BEIRUT: The local unit of Al Qaeda’s Syrian branch in the tinderbox town of Albu Kamal on the Iraqi border pledged loyalty on Wednesday to the Islamic State of Iraq and Al Sham, giving ISIS control over both sides of the frontier.
The move is significant also because it reflects how ISIS is fast gaining the upper hand in eastern Syria, where it has been locked in combat with fighters from Al Qaeda franchise Al-Nusra Front and allied local rebels virtually all year.
Al-Nusra’s oath of loyalty in Albu Kamal comes days after Iraqi security forces abandoned Al-Qaim, just across the border, and ISIS and other Sunni militants seized it on Saturday.
ISIS, which aspires to create an Islamic state that straddles Iraq and Syria, has spearheaded a lightning offensive that has already captured swathes of territory north and west of the capital.
ISIS waded into Syria’s civil war in the spring of last year on the side of rebels seeking to oust President Bashar al-Assad, but its systematic abuses and quest for hegemony quickly turned Syrian rebels, including Islamists, against it.
As a result, fighting broke out in January between ISIS and Syrian rebels, which eventually drew Al-Nusra in against its fellow jihadist organisation.
Despite the fighting, which has killed hundreds, activists say the offensive in Iraq has empowered the group, partly because its fighters have captured large amounts of heavy weaponry from fleeing Iraqi troops.
On Wednesday, Al-Nusra’s Albu Kamal branch “pledged loyalty to ISIS,” said Observatory director Rami Abdel Rahman.
“They are rivals, but both groups are jihadist and extremists.

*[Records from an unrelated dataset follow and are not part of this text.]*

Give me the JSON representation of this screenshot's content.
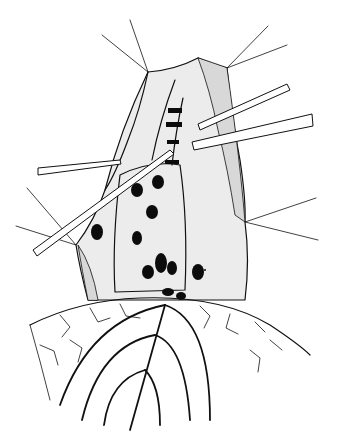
{
  "figure": {
    "colors": {
      "background": "#ffffff",
      "ink": "#111111",
      "shading": "#d8d8d8"
    },
    "sutures": {
      "top_left": 2,
      "top_right": 2,
      "mid_right": 2,
      "mid_left": 2
    },
    "instruments": 3,
    "dark_spots": 12,
    "vessel_arches": 3
  }
}
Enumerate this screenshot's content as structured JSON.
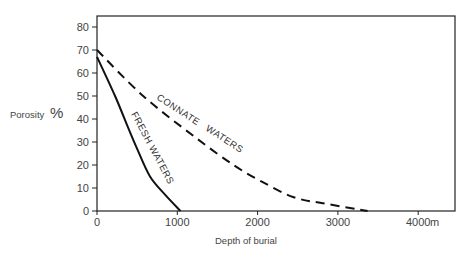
{
  "chart_data": {
    "type": "line",
    "title": "",
    "xlabel": "Depth of burial",
    "xunit": "m",
    "ylabel": "Porosity %",
    "xlim": [
      0,
      4700
    ],
    "ylim": [
      0,
      85
    ],
    "xticks": [
      0,
      1000,
      2000,
      3000,
      4000
    ],
    "xtick_labels": [
      "0",
      "1000",
      "2000",
      "3000",
      "4000"
    ],
    "yticks": [
      0,
      10,
      20,
      30,
      40,
      50,
      60,
      70,
      80
    ],
    "ytick_labels": [
      "0",
      "10",
      "20",
      "30",
      "40",
      "50",
      "60",
      "70",
      "80"
    ],
    "grid": false,
    "legend": "inline labels along curves",
    "series": [
      {
        "name": "FRESH WATERS",
        "style": "solid",
        "x": [
          0,
          225,
          390,
          500,
          660,
          850,
          1040
        ],
        "y": [
          67,
          50,
          36,
          27,
          15,
          7,
          0
        ]
      },
      {
        "name": "CONNATE WATERS",
        "style": "dashed",
        "x": [
          0,
          575,
          1225,
          1700,
          2040,
          2450,
          2875,
          3370
        ],
        "y": [
          70,
          50,
          32,
          20,
          13,
          6,
          3,
          0
        ]
      }
    ]
  },
  "labels": {
    "ylabel_text": "Porosity",
    "ylabel_unit_top": "o",
    "ylabel_unit_bottom": "o",
    "xlabel": "Depth of burial",
    "x_unit": "m",
    "fresh": "FRESH WATERS",
    "connate_1": "CONNATE",
    "connate_2": "WATERS"
  }
}
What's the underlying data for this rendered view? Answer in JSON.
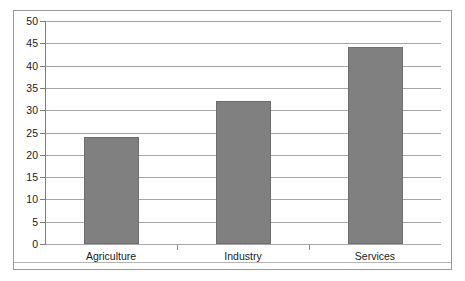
{
  "chart_data": {
    "type": "bar",
    "title": "",
    "subtitle": "",
    "xlabel": "",
    "ylabel": "",
    "categories": [
      "Agriculture",
      "Industry",
      "Services"
    ],
    "values": [
      24.1,
      32.1,
      44.1
    ],
    "series": [
      {
        "name": "",
        "values": [
          24.1,
          32.1,
          44.1
        ]
      }
    ],
    "ylim": [
      0,
      50
    ],
    "ytick_step": 5,
    "yticks": [
      0,
      5,
      10,
      15,
      20,
      25,
      30,
      35,
      40,
      45,
      50
    ],
    "ytick_labels": [
      "0",
      "5",
      "10",
      "15",
      "20",
      "25",
      "30",
      "35",
      "40",
      "45",
      "50"
    ],
    "grid": true,
    "grid_axis": "y",
    "legend": false,
    "legend_position": "none",
    "annotations": [],
    "data_labels": false,
    "colors": {
      "bar_fill": "#808080",
      "bar_stroke": "#6e6e6e",
      "gridline": "#a6a6a6",
      "axis": "#7d7d7d",
      "frame": "#9a9a9a",
      "text": "#1a1a1a",
      "background": "#ffffff"
    }
  }
}
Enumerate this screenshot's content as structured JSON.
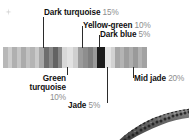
{
  "figure": {
    "corner_mark_icon": "speck-icon",
    "bead_strand_icon": "bead-strand-photo-icon"
  },
  "chart_data": {
    "type": "bar",
    "xlabel": "",
    "ylabel": "",
    "orientation": "horizontal-stacked",
    "grid": false,
    "legend": "callout-labels",
    "categories": [
      "Green turquoise",
      "Dark turquoise",
      "Jade",
      "Yellow-green",
      "Dark blue",
      "Mid jade"
    ],
    "values": [
      10,
      15,
      5,
      10,
      5,
      20
    ],
    "value_unit": "%",
    "labels": [
      {
        "name": "Dark turquoise",
        "percent": "15%",
        "swatch": "#6e6e6e"
      },
      {
        "name": "Yellow-green",
        "percent": "10%",
        "swatch": "#8e8e8e"
      },
      {
        "name": "Dark blue",
        "percent": "5%",
        "swatch": "#1c1c1c"
      },
      {
        "name": "Green turquoise",
        "percent": "10%",
        "swatch": "#c9c9c9"
      },
      {
        "name": "Jade",
        "percent": "5%",
        "swatch": "#d6d6d6"
      },
      {
        "name": "Mid jade",
        "percent": "20%",
        "swatch": "#a9a9a9"
      }
    ],
    "stripes": [
      {
        "color": "#b8b8b8",
        "width": 5
      },
      {
        "color": "#cdcdcd",
        "width": 4
      },
      {
        "color": "#b0b0b0",
        "width": 5
      },
      {
        "color": "#c6c6c6",
        "width": 4
      },
      {
        "color": "#ababab",
        "width": 5
      },
      {
        "color": "#c2c2c2",
        "width": 4
      },
      {
        "color": "#b4b4b4",
        "width": 5
      },
      {
        "color": "#cacaca",
        "width": 4
      },
      {
        "color": "#a8a8a8",
        "width": 5
      },
      {
        "color": "#6e6e6e",
        "width": 5
      },
      {
        "color": "#8a8a8a",
        "width": 4
      },
      {
        "color": "#636363",
        "width": 5
      },
      {
        "color": "#888888",
        "width": 4
      },
      {
        "color": "#d8d8d8",
        "width": 5
      },
      {
        "color": "#e2e2e2",
        "width": 6
      },
      {
        "color": "#cfcfcf",
        "width": 5
      },
      {
        "color": "#9c9c9c",
        "width": 5
      },
      {
        "color": "#8e8e8e",
        "width": 5
      },
      {
        "color": "#7f7f7f",
        "width": 5
      },
      {
        "color": "#9a9a9a",
        "width": 4
      },
      {
        "color": "#1c1c1c",
        "width": 8
      },
      {
        "color": "#e4e4e4",
        "width": 6
      },
      {
        "color": "#d2d2d2",
        "width": 4
      },
      {
        "color": "#a6a6a6",
        "width": 5
      },
      {
        "color": "#b4b4b4",
        "width": 4
      },
      {
        "color": "#9e9e9e",
        "width": 5
      },
      {
        "color": "#aeaeae",
        "width": 4
      },
      {
        "color": "#9a9a9a",
        "width": 5
      },
      {
        "color": "#b2b2b2",
        "width": 4
      },
      {
        "color": "#a2a2a2",
        "width": 5
      }
    ]
  },
  "colors": {
    "background": "#ffffff",
    "label_text": "#111111",
    "percent_text": "#8d8d8d",
    "leader_line": "#2b2b2b",
    "accent_dark": "#1c1c1c"
  }
}
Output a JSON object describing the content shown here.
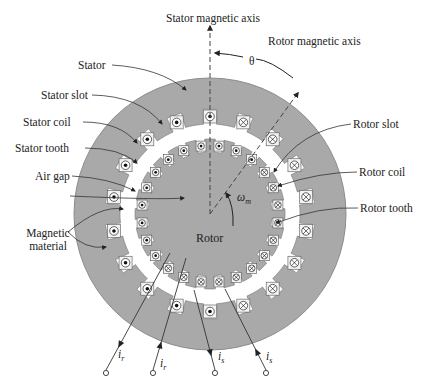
{
  "diagram": {
    "colors": {
      "iron": "#a9a9a9",
      "iron_edge": "#8c8c8c",
      "slot": "#f2f2f2",
      "line": "#333333",
      "background": "#ffffff"
    },
    "geometry": {
      "cx": 210,
      "cy": 214,
      "stator_outer_r": 136,
      "stator_inner_r": 90,
      "stator_slot_depth": 15,
      "rotor_outer_r": 75,
      "rotor_slot_depth": 13
    },
    "labels": {
      "stator_axis": "Stator magnetic axis",
      "rotor_axis": "Rotor magnetic axis",
      "theta": "θ",
      "stator": "Stator",
      "stator_slot": "Stator slot",
      "stator_coil": "Stator coil",
      "stator_tooth": "Stator tooth",
      "air_gap": "Air gap",
      "magnetic_material": "Magnetic\nmaterial",
      "magnetic_material_line1": "Magnetic",
      "magnetic_material_line2": "material",
      "rotor_slot": "Rotor slot",
      "rotor_coil": "Rotor coil",
      "rotor_tooth": "Rotor tooth",
      "rotor": "Rotor",
      "omega": "ω",
      "omega_sub": "m"
    },
    "terminals": [
      {
        "label": "i",
        "sub": "r",
        "x": 105,
        "direction": "out"
      },
      {
        "label": "i",
        "sub": "r",
        "x": 153,
        "direction": "in"
      },
      {
        "label": "i",
        "sub": "s",
        "x": 215,
        "direction": "out"
      },
      {
        "label": "i",
        "sub": "s",
        "x": 267,
        "direction": "in"
      }
    ],
    "stator_conductors": {
      "dot_side": "left",
      "cross_side": "right",
      "count": 18
    },
    "rotor_conductors": {
      "dot_side": "upper-left",
      "cross_side": "lower-right",
      "count": 24
    }
  }
}
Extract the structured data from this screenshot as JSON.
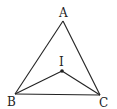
{
  "diagram": {
    "type": "geometry-triangle",
    "stroke_color": "#222222",
    "background": "#ffffff",
    "points": {
      "A": {
        "label": "A",
        "x": 63,
        "y": 21
      },
      "B": {
        "label": "B",
        "x": 15,
        "y": 94
      },
      "C": {
        "label": "C",
        "x": 100,
        "y": 95
      },
      "I": {
        "label": "I",
        "x": 62,
        "y": 71
      }
    },
    "segments": [
      [
        "A",
        "B"
      ],
      [
        "B",
        "C"
      ],
      [
        "C",
        "A"
      ],
      [
        "I",
        "B"
      ],
      [
        "I",
        "C"
      ]
    ]
  }
}
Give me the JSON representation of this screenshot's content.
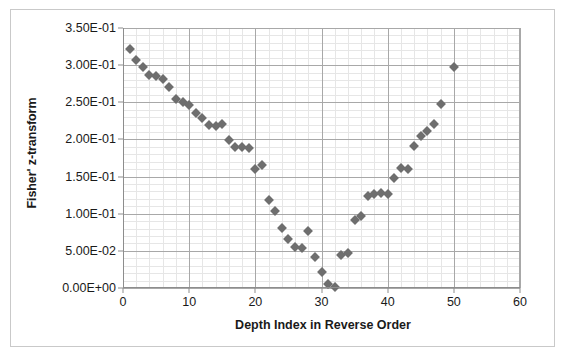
{
  "chart_data": {
    "type": "scatter",
    "title": "",
    "xlabel": "Depth Index in Reverse Order",
    "ylabel": "Fisher' z-transform",
    "xlim": [
      0,
      60
    ],
    "ylim": [
      0,
      0.35
    ],
    "xticks": [
      0,
      10,
      20,
      30,
      40,
      50,
      60
    ],
    "xticklabels": [
      "0",
      "10",
      "20",
      "30",
      "40",
      "50",
      "60"
    ],
    "yticks": [
      0,
      0.05,
      0.1,
      0.15,
      0.2,
      0.25,
      0.3,
      0.35
    ],
    "yticklabels": [
      "0.00E+00",
      "5.00E-02",
      "1.00E-01",
      "1.50E-01",
      "2.00E-01",
      "2.50E-01",
      "3.00E-01",
      "3.50E-01"
    ],
    "grid": true,
    "minor_grid": true,
    "x_minor_step": 2,
    "y_minor_step": 0.01,
    "legend": "none",
    "marker": "diamond",
    "marker_color": "#6e6e6e",
    "series": [
      {
        "name": "Fisher z",
        "x": [
          1,
          2,
          3,
          4,
          5,
          6,
          7,
          8,
          9,
          10,
          11,
          12,
          13,
          14,
          15,
          16,
          17,
          18,
          19,
          20,
          21,
          22,
          23,
          24,
          25,
          26,
          27,
          28,
          29,
          30,
          31,
          32,
          33,
          34,
          35,
          36,
          37,
          38,
          39,
          40,
          41,
          42,
          43,
          44,
          45,
          46,
          47,
          48,
          50
        ],
        "y": [
          0.322,
          0.307,
          0.297,
          0.287,
          0.285,
          0.281,
          0.271,
          0.255,
          0.251,
          0.247,
          0.236,
          0.229,
          0.219,
          0.218,
          0.221,
          0.199,
          0.19,
          0.19,
          0.189,
          0.16,
          0.166,
          0.118,
          0.104,
          0.081,
          0.066,
          0.055,
          0.054,
          0.077,
          0.042,
          0.021,
          0.006,
          0.001,
          0.045,
          0.047,
          0.091,
          0.097,
          0.124,
          0.126,
          0.128,
          0.127,
          0.148,
          0.161,
          0.16,
          0.191,
          0.204,
          0.212,
          0.221,
          0.248,
          0.298
        ]
      }
    ]
  }
}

This move will create tension now with other rebel groups, including Islamists, in the area,” said Abdel Rahman.
An ISIS militant confirmed the reports on Twitter, posting a photo showing an Egyptian Al-Nusra Front commander shaking hands with an ISIS leader of Chechen origin.
An opposition activist in Albu Kamal said via the Internet that “there is a lot of tension, and the situation is only going to get worse.”
Using a pseudonym for security reasons, Hadi Salameh also said the merger would “cause a big problem with the local tribes, who will not welcome this change”.
Another activist said the move comes days after local rebel brigades who had been working with Al-Nusra signed a declaration demanding that it take a clear stance against ISIS.
“The loyalty oath (to ISIS) comes after tension between Al-Nusra and the local rebels,” said Abdel Salam al-Hussein.
He also said hundreds of thousands of people, including displaced families from neighbouring Iraq as well as flashpoint areas in Syria, are living in Albu Kamal, and that it would be a “catastrophe” if fighting broke out in the town.
Hussein said: “ISIS fighters are now positioned at the entrance of Albu Kamal, on the Iraqi side.”
Meanwhile, Deir Ezzor province’s rebel spokesman Omar Abu Leyla warned that “Albu Kamal is a red line”. If ISIS fighters cross over from Iraq, he said the opposition “Free Syrian Army will fight them”.
Rebels fighting ISIS and the regime of Syrian President Bashar al-Assad distributed amateur video footage of a rebel parade in Albu Kamal, which Abu Leyla described as a warning to the jihadists positioned just across the border.
Abu Leyla complained that “the FSA has received no external support at all, even though we are fighting ISIS”.
Separately on Wednesday, the Syrian air force raided ISIS-controlled Raqa in the north of the country and Muhassen in the east.
In Raqa, “12 civilians, including a woman and a child, were killed in the air strikes. Not one strike directly hit an ISIL position”.